Archaeological discoveries in western Idaho indicate that humans were in that part of the US nearly 16,500 years ago – more than a thousand years earlier than previously thought.
The findings expand the timing of human settlement in the Americas to a period predating the appearance of an ice-free corridor linking Siberia and North America, researchers say, and support the notion that the first Americans landed upon the shores of the Pacific coast.
Researchers from Oregon State University have unearthed stone tools and other artefacts from the Cooper’s Ferry site on the Salmon River, a tributary of the Columbia River.
“Early peoples moving south along the Pacific coast would have encountered the Columbia River as the first place below the glaciers where they could easily walk and paddle into North America,” says Loren Davis, lead author of a paper in the journal Science.
Davis and colleagues are working two dig areas and have uncovered several hundred artefacts, as well as evidence of a fire hearth, a food processing station and other pits created as part of domestic activities at the site.
They recently had a number of animal bone fragments radiocarbon dated at Oxford University in the UK, and the results show many artefacts from the lowest layers are associated with dates in the range of 15,000 to 16,000 years old.
“Prior to getting these radiocarbon ages, the oldest things we’d found dated mostly in the 13,000-year range, and the earliest evidence of people in the Americas had been dated to just before 14,000 years old in a handful of other sites,” Davis says.
“When I first saw that the lower archaeological layer contained radiocarbon ages older than 14,000 years, I was stunned but sceptical and needed to see those numbers repeated over and over just to be sure they’re right.
“So we ran more radiocarbon dates, and the lower layer consistently dated between 14,000-16,000 years old.”
This challenges the long-held Clovis First theory that people first crossed into North America from Siberia and travelled down through an opening in the ice sheet near the present-day Dakotas.
The ice-free corridor is hypothesised to have opened around 14,800 years ago, Davis says, well after the date of the oldest artefacts found at Cooper’s Ferry.
“Now we have good evidence that people were in Idaho before that corridor opened,” he adds.
The oldest artefacts at Cooper’s Ferry are similar in form to some found in northeastern Asia, so Davis is collaborating with Japanese researchers to do make further comparisons with items from Japan and Russia.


### Problem to work on
Please retype the records below exactly, omitting any images.

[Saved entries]

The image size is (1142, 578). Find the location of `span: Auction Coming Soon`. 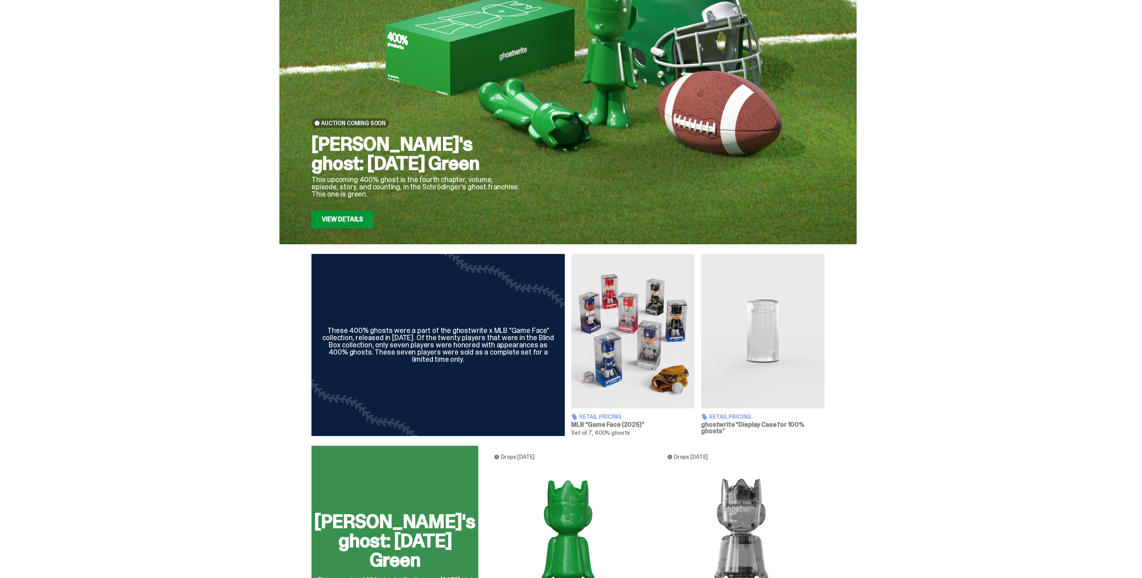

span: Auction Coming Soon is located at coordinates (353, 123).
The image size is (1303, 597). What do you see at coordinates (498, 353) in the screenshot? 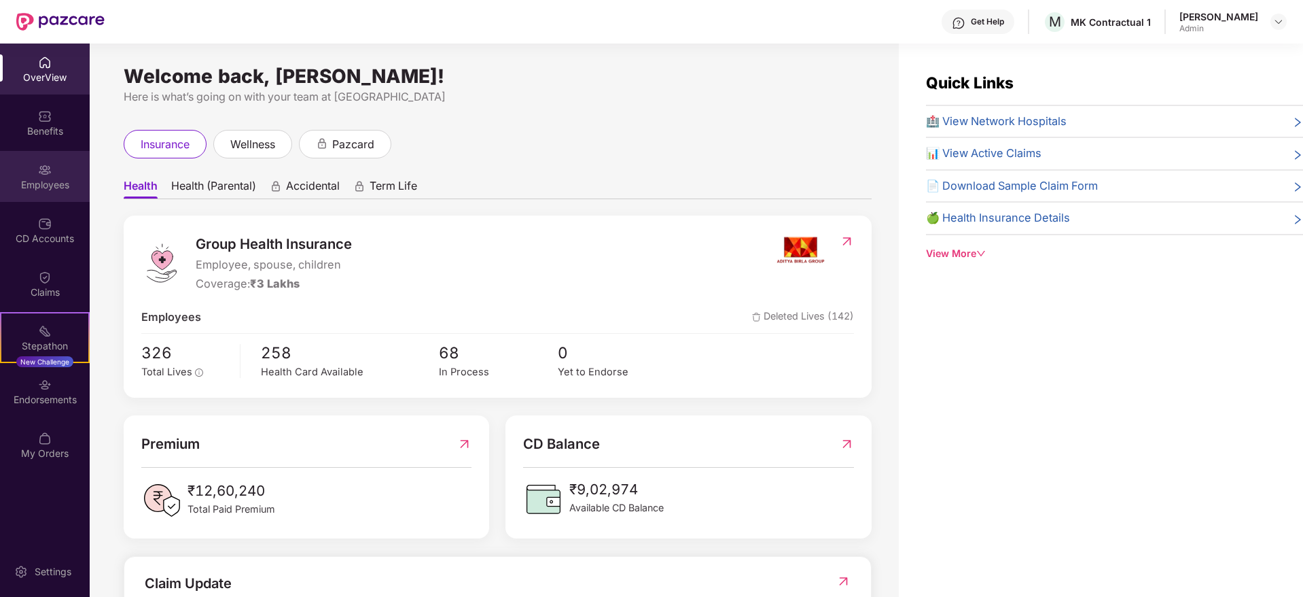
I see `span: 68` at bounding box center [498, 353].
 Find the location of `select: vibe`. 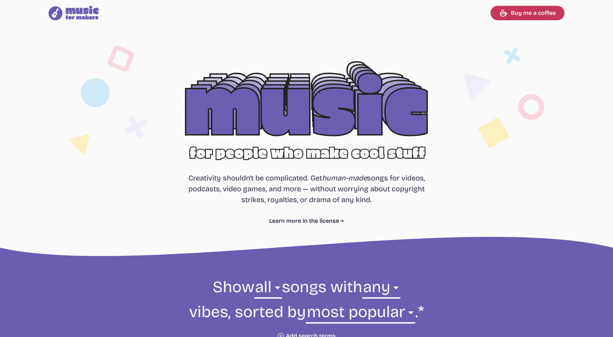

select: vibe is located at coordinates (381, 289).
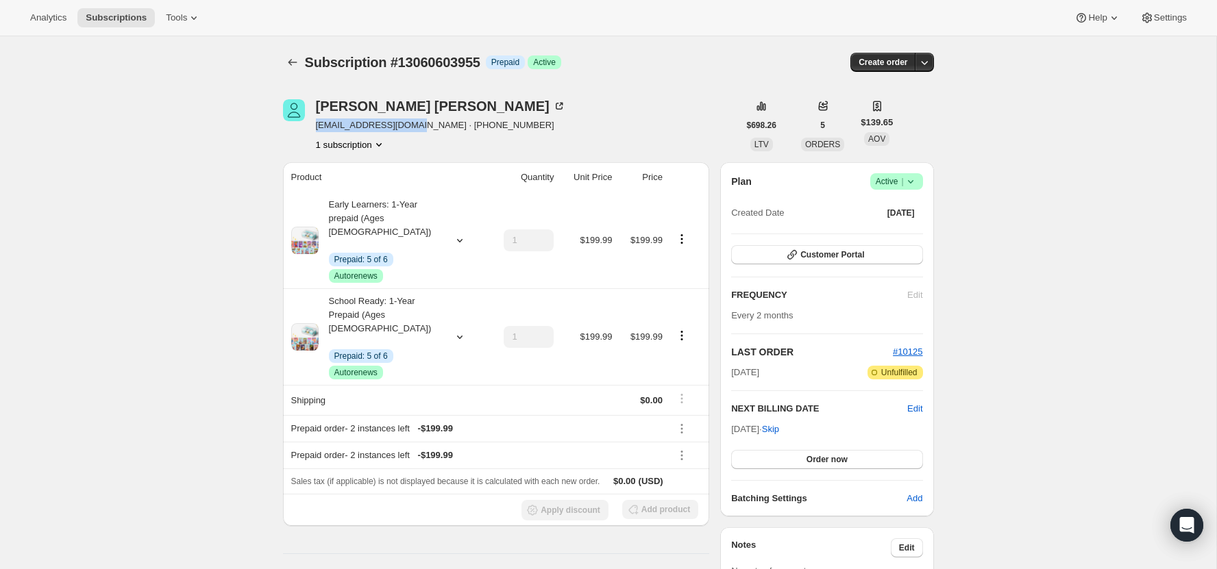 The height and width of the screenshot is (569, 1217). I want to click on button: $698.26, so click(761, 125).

### Answer to this task
The image size is (1142, 578). Find the location of `span: Auction Coming Soon`. 

span: Auction Coming Soon is located at coordinates (353, 123).
The image size is (1303, 597). What do you see at coordinates (498, 353) in the screenshot? 
I see `span: 68` at bounding box center [498, 353].
 Find the location of `select: vibe`. 

select: vibe is located at coordinates (381, 289).
 The height and width of the screenshot is (569, 1217). I want to click on button: $698.26, so click(761, 125).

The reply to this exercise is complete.